As the years went on, the paper got smaller and we were forced to move the weather page to A2. We had to fit a column, lottery numbers and Today in History on the same page, so this meant we had to cut the number

of temperatures and forecasts for cities in the nation and world. We might as well have had a weather committee because it took weeks, no probably months, to get it down just right, and there were a bunch of people involved at one point, including Kent (Davy), Dan (McSwain), me and Barbara (Trageser), who were wire editors,  and Edwin (who built the page almost everyday). Just when we thought we had all the most important and requested cities, I’d get a call from a reader asking us to include yet another obscure location. Finally we got it, but it really felt like a never-ending cycle   which probably would have continued for years to come.

2008 SPRINTER OPENS

Zach Fox (Reporter, 2007-2009):  The first day that it opened — it might not have been the first day, night not have been the first day, might have been some tests –  somebody lay on the tracks in a place to kill himself and I guess misaligned and had his legs chopped off.  Colleen (Mensching)  was reporting on it and trying to get information on this victim, calling hospitals.

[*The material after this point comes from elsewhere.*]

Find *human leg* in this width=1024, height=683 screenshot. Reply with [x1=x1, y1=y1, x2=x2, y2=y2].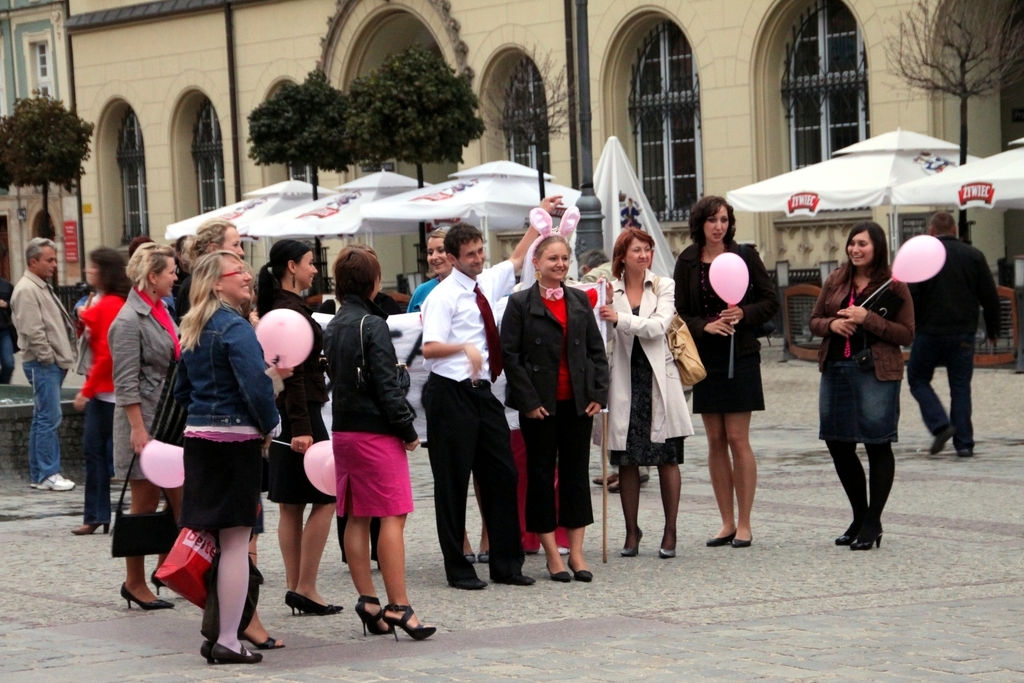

This PR guy was always giving us flack, he was like, “I don’t know who you’re talking about, give me a name,” and Colleen yells back, “He’s the one who just came in with no legs!”

2010 BOMB HOUSE

Chris Nichols (Reporter, 2008-2012): That was one I helped out with quite a bit. I think maybe the most vivid memory when it come to that story was staying overnight at the home of a family who lived right on the edge of an evacuation zone that had been set up the night before the actual burning of the bomb house. Hayne Palmour and I convinced the family to let us stay there so that we could witness and have a birds eye view of the burning early the next morning when we would have been shut out from entering the neighborhood by that time. Our only choice was to find someone who let us camp out in their living room and on their patio. We had a great perspective of the burning of that infamous house. Hayne found this particular family and just used his charm and persuasion. They were a  large family that seemed more than interested in the story. They were very gracious and fed us and kept us entertained and let us use their home to cover that story.

2011 BAT IN THE NEWSROOM

Monica Hodes (Copy Editor, Night Editor, 2002-2012): One night one of the reporters in the corner started screaming and there was a bat flying around in the newsroom that night. It had gotten in through the back door and hallway that people used to take a smoke break. we were trying to capture a bat under this trash can, added to the fun chaos every night. I believe it was Deborah Brennan was the first to spot the bat. That’s a little wildlife action.